The award is, obviously, only given for regular-season achievement. LeBron's supporters could fairly argue that punishes James for treating his body strategically. With championships and MVPs under his belt, he tends to pace himself until the postseason arrives, allowing other players that he is better than to accumulate more perceived value to their teams. In high-leverage moments, though, he is obviously the more valuable player, which begs the question: why are we judging value by the least valuable games on the schedule? The answer, sadly, is that's how it's always been done, and James' playoff performance was rewarded with the Finals MVP trophy. 

James Harden -- 2018 MVP

What cost LeBron his unanimous MVP in 2013 easily could have won him a fifth in 2018. This time around, James Harden was the conventional candidate as the best player on the best team. But James, by virtue of leading an inferior Cavaliers team into the playoffs, could have snagged the inconsistent "value" vote. 

If value is something that is quantifiable and accumulated over the course of each played game, even the less important ones, James was the obvious winner. He played all 82 games. Harden played in 72. With some basic math, Harden would have had to have been around 14 percent "better" than James in his games to accumulate more value based on that missed time, and he quite clearly wasn't. Harden, like Carmelo before him, scored more than LeBron, but did so less efficiently. James was the better rebounder and defender, even on auto-pilot. Harden held a slight lead in most advanced metrics. He likely was more valuable when he played, but did he play enough to bridge that gap? LeBron didn't think so. 

"I would vote for me," James told The Associated Press. "The body of work, how I'm doing it, what's been happening with our team all year long, how we've got so many injuries and things of that nature, guys in and out, to be able to still keep this thing afloat, I definitely would vote me."

Harden ultimately won the award, and while most would characterize it as deserving, factors that worked against LeBron in the past continued to here. Narrative was his enemy in the end, as voters were thankful that Harden's Rockets had risen to challenge the seemingly unbeatable Warriors. They were similarly unhappy with intangible concepts like LeBron's body language and the manner in which his team conducted itself during the season. Cleveland's pre-trade-deadline chemistry was quite obviously bad. What role LeBron played in that is unquantifiable. But he was punished for it, and he was punished for his four previous trophies. Harden, a two-time runner-up, had never won the award.

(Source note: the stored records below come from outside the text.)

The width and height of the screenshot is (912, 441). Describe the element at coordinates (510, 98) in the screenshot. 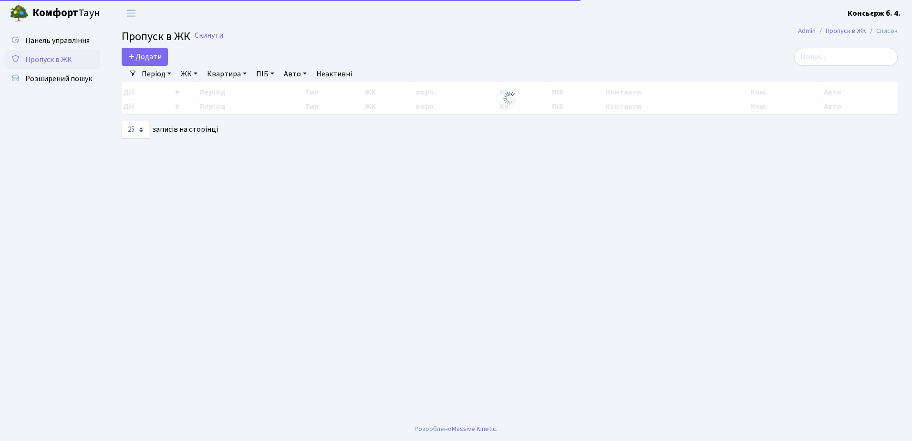

I see `img: Обробка...` at that location.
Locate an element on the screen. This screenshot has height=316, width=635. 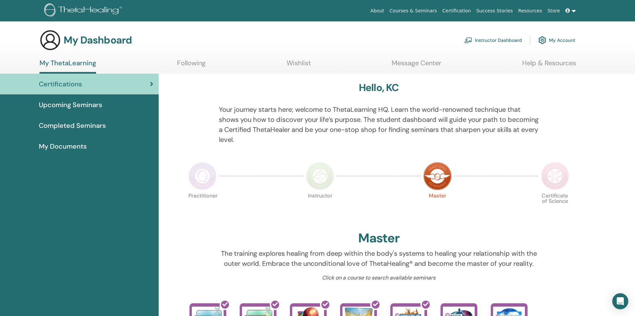
img: logo.png is located at coordinates (84, 11).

LeBron had four times. Voter fatigue likely played a role in his loss to Rose (depriving him of five straight awards). 

And then, when the playoffs came around, LeBron proved his superior value in meaningful games once again. James dragged the preposterously undermanned Cavaliers through the Eastern Conference in averaging 34 points, 9.2 rebounds and 8.8 assists before the NBA Finals. We all know what happened from there. J.R. Smith forgot the score. LeBron broke his hand. Golden State swept Cleveland. Unlike 2016, James made it through a season as the undisputed best player without any hardware to show for it. 

Giannis Antetokounmpo -- 2020 MVP

Funny enough, 2020 was the year in which narrative was used most in LeBron's favor. With the numbers clearly favoring Giannis Antetokounmpo, pundits used topics like LeBron's age and the adversity the Lakers had to overcome to argue in his favor.

It didn't work. Antetokounmpo rightfully won the award, by the defined criteria. Virtually every statistical marker worked in his favor aside from passing numbers. His team won more games despite lacking an Anthony Davis-caliber sidekick, and while the Lakers struggled when James sat, Milwaukee fell off by just as much without Giannis, their baselines just happened to be higher. Giannis won Defensive Player of the Year comfortably, and while James put up some of his best defensive performance in years, he didn't come close to that level. LeBron didn't dispute Antetokounmpo's worthiness for the award. He did, however, take issue with the award's margin. 

Again, LeBron criticized the shifting standards for the award. After coming up short in the past, he was understandably annoyed that the same logic was not used to boost his own candidacy. Basketball merit should be the only concern. But LeBron, again sees inconsistent definitions of value. He cited narrative specifically when talking about his 2013 Defensive Player of the Year loss, saying "I don't know how much we are really watching the game of basketball, or are we just in the narration mode? The narrative." He then went on to question the inconsistent logic used by voters. 

"I don't know, I'm not gonna sit up here and talk about what the criteria should be or what it is," James said. "It's changed over the years since I've gotten into the league. It's just changed, it's changed a lot. Sometimes it's, you know, the best player, not the best team. Sometimes it's the guy with the best season statistically. It's changed over the course of my career. You don't know. Giannis had a hell of a season, you can definitely say that."

The post-award story is playing out just as it did in 2016 and 2018. Giannis was knocked out of the postseason in the second round. LeBron is still playing, and is still widely regarded as the player anyone would want on their team if the goal was to win a championship. His issue remains with the process more than the result. The MVP is a regular-season award. Giannis hit most of the checkpoints that an MVP tends to hit in the regular season -- even if he himself has hit those same checkpoints in other years without taking home the trophy. Clearly, LeBron believes that the MVP award isn't the best way to measure which player is actually the most valuable, which brings us to the overarching point here. 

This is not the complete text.